Ottawa

Shorting Justin Trudeau’s fundraising ability

Did the Liberals just have their best quarter since 2005?

Justin Trudeau enjoys a spring weekend counting money:

On Twitter, where the collective wisdom is what it is, everyone’s debating the Liberal leader’s pants. I’m struck by the numbers. Since he became Liberal leader, about three weeks ago, the party has raised “over a million dollars” from 14,000 donors, of which, apparently, 6,000 are donating for the first time. That sounds impressive.

How impressive is it? The excellent Pundits’ Guide site features searchable records for contributions to political parties since 2005. Assume (a hefty assumption) the Trudeau Liberals’ opening burst can be sustained over the 13 weeks of a budgetary quarter. The Liberals’ current pace puts them on track to take in something like $4.3 million from about 60,000 people.

That would be their best quarter since at least 2005, and probably in much longer: In Q2 2009 they made about $3.9 million, and in the last quarter of 2012 they received contributions from nearly 30,000 people. (Why was Q2 2009 such a good quarter? Because that’s when the Conservatives started running negative ads against Michael Ignatieff. The Liberals fundraised off the ads, as they always do when they are getting knocked silly. It produced the results it produced.)

The NDP peaked, so far, at about $3.1 million during Q2 2011 — the moment of Jack Layton’s election triumph — and maxed out at 24,000-ish contributors in the last quarter of 2012.

The Conservatives provide perhaps the most interesting comparison. They had nearly 60,000 contributors in the atypical election-campaign fourth quarter of 2005. Since then they’ve hit nearly 51,000 contributors in Q4 2006 and about 49,000 in Q4 2008. They raise prodigious amounts of money during election periods — $6.3 million in 2008, $8.2 million in 2011 — but they’ve never raised less than $3 million in a quarter since Stephen Harper became prime minister. In Q4 2012, when both the NDP and Liberals hit their largest-ever number of donors, the Conservatives still managed to raise $5.1 million from 39,000 donors.

The numbers Trudeau described today are nothing to sneeze at. But if sustained over the long term, they would merely put the Liberals back in a game they have been losing, more or less by default, to the Conservatives for as long as Harper has been leading that party.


→ **Goal of the exercise**
Total the lines of the entries below that hold the string "dogs", then write only that total.

→ **Provided entries**
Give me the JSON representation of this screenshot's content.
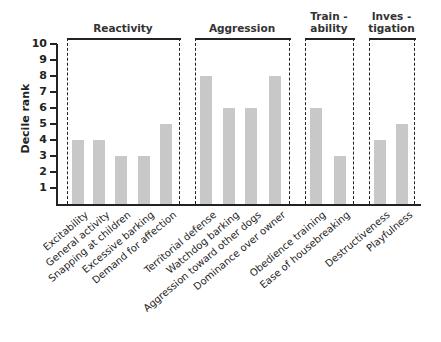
{
  "chart_data": {
    "type": "bar",
    "title": "",
    "xlabel": "",
    "ylabel": "Decile rank",
    "ylim": [
      0,
      10
    ],
    "yticks": [
      1,
      2,
      3,
      4,
      5,
      6,
      7,
      8,
      9,
      10
    ],
    "grid": false,
    "categories": [
      "Excitability",
      "General activity",
      "Snapping at children",
      "Excessive barking",
      "Demand for affection",
      "Territorial defense",
      "Watchdog barking",
      "Aggression toward other dogs",
      "Dominance over owner",
      "Obedience training",
      "Ease of housebreaking",
      "Destructiveness",
      "Playfulness"
    ],
    "values": [
      4,
      4,
      3,
      3,
      5,
      8,
      6,
      6,
      8,
      6,
      3,
      4,
      5
    ],
    "groups": [
      {
        "name": "Reactivity",
        "title_lines": [
          "Reactivity"
        ],
        "categories": [
          "Excitability",
          "General activity",
          "Snapping at children",
          "Excessive barking",
          "Demand for affection"
        ]
      },
      {
        "name": "Aggression",
        "title_lines": [
          "Aggression"
        ],
        "categories": [
          "Territorial defense",
          "Watchdog barking",
          "Aggression toward other dogs",
          "Dominance over owner"
        ]
      },
      {
        "name": "Trainability",
        "title_lines": [
          "Train -",
          "ability"
        ],
        "categories": [
          "Obedience training",
          "Ease of housebreaking"
        ]
      },
      {
        "name": "Investigation",
        "title_lines": [
          "Inves -",
          "tigation"
        ],
        "categories": [
          "Destructiveness",
          "Playfulness"
        ]
      }
    ],
    "bar_color": "#c8c8c8"
  },
  "layout": {
    "baseline_y": 204,
    "unit_px": 16,
    "bar_width": 12,
    "bar_x": [
      72,
      93,
      115,
      138,
      160,
      200,
      223,
      245,
      269,
      310,
      334,
      374,
      396
    ],
    "boxes": [
      {
        "left": 67,
        "right": 179
      },
      {
        "left": 195,
        "right": 289
      },
      {
        "left": 305,
        "right": 353
      },
      {
        "left": 369,
        "right": 414
      }
    ],
    "box_top": 38
  }
}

→ **Solution for this task**
2